Generic savings tell a different patent-loss tale

Earnings season has provided one measure of how hard patent losses and generic competition have hit pharma companies. The thousands and thousands of laid off workers is another gauge. But a new IMS study provides a fascinating picture of how much U.S. drug buyers, including the government, have saved.

In 2011, U.S. payers saved $1 billion every other day, a total of $193 billion. That is because 80% of the 4 billion prescriptions sold in the U.S. are now generic drugs, a 22% jump from 2010, PharmaTimes reports. But the IMS study flips the numbers again. It doesn't say what the total spent is, but puts generics' share at just 27%.

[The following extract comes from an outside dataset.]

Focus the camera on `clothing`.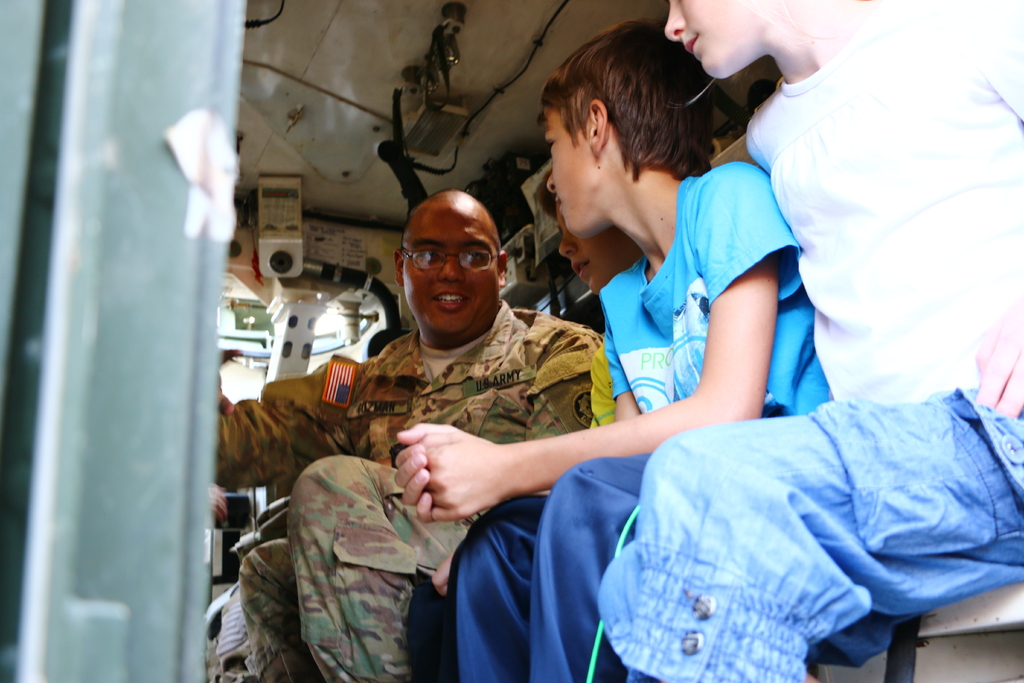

The study was conducted for the Generic Pharmaceutical Association (GPhA), which can then brag about such things as saving payers $481 billion from generics over the past 10 years. And these figures barely take in the loss of protection for Pfizer's ($PFE) cholesterol-lowering drug Lipitor, which occurred Nov. 30.

Other studies tell other stories. The $67 billion in drug sales put at risk this year from patent expirations is the most yet, EvaluatePharma has reported. Next year looks better with only $29 billion in drugs losing exclusivity. It moves to $40 billion in 2014 and $56 billion in 2015 before dropping back to $31 billion--2010 levels--in 2016.